By having a gradient of a pure scientist on the user end to pure engineer on the back end at NERSC, we have different layers of people who are at different balance points of engineering and science in between. Some people have their biases towards science and others have it towards technology, but realistically you can't find individuals who understand the full stack with expert-level knowledge. It just simply doesn't happen. So we hire people who can do parts of both and then compose teams in a way that makes it a pretty even gradient going all the way from the scientist to the engineer.

 

It sounds like you traditionally build multidisciplinary teams to attack these kinds of problems.

Yes, absolutely.
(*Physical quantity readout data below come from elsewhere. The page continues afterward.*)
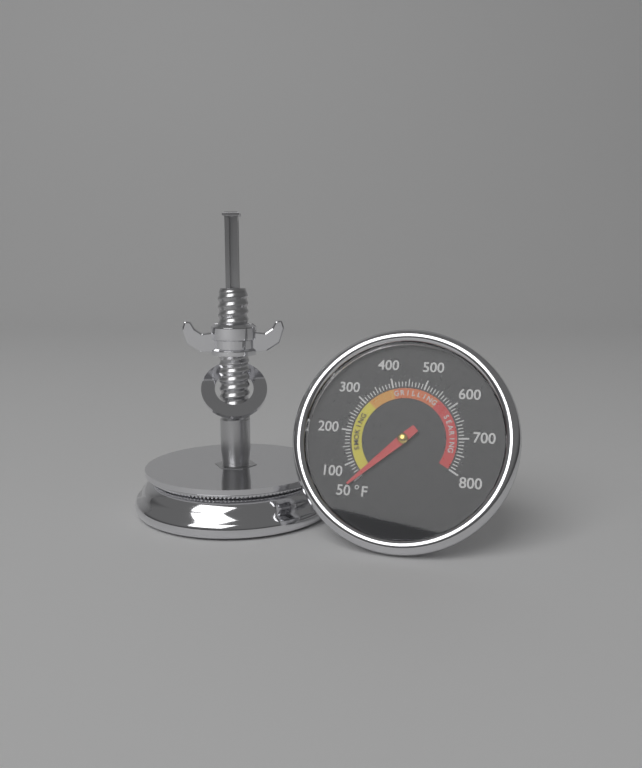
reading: 55 °F
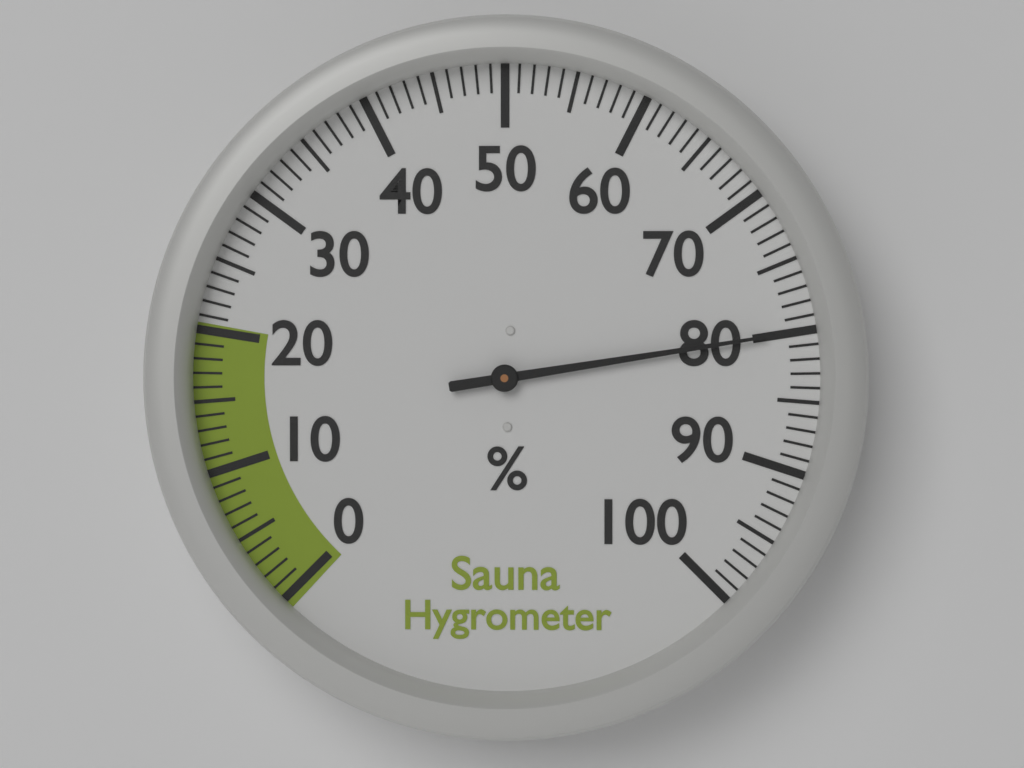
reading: 80 %
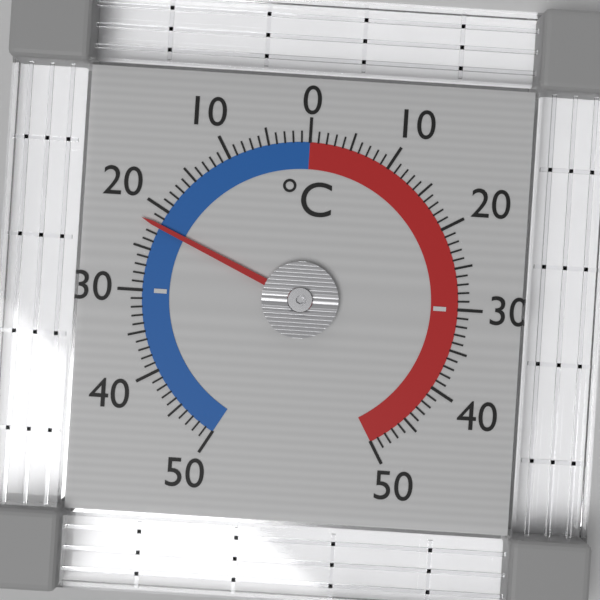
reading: -22 °C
It's certainly a good idea to try to do that, but it also seems to be something that happens naturally, and it's been working.

 

It seems like the problems that we're being asked to solve now with the amounts of data to solve them, have become extremely complex. That the future probably brings us to a point where we'll, because of the complexity of the problem, that we're going to need a broad range of disciplines and knowledge experiences, expertise all on the team. And building these integrative team is going to be very important for the future. What do you think?

I agree 100% with you. Ultimately things like data science or supercomputers are just tools, and you can't build a tool and expect people to use it or know how to use it productively. You do have to build a tool with users in mind, and if it's a complex tool, you often have to work hand in hand with the person who's using your tool in order to get something great to come out of it.

In some places, there can be a culture of people who have long been the first of their kind to do something, and there's a mentality amongst many staff that everyone can just figure things out, build things themselves, and do the full stack. In some scientific disciplines, arguably, that's still doable. As a physicist, you could build an instrument that's world class without necessarily being a mechanical engineer as well. But computing has gotten sufficiently complicated that I just don't think that's possible anymore.

You can still be very productive as a single person army for sure, but to make the most out of computing, all the way down from the individual hardware components to system software to the data analytics tools that are built on top of that, it's really difficult to do it by oneself. You really do need to have a diverse team of people who have skills that are complementary but not completely overlapping.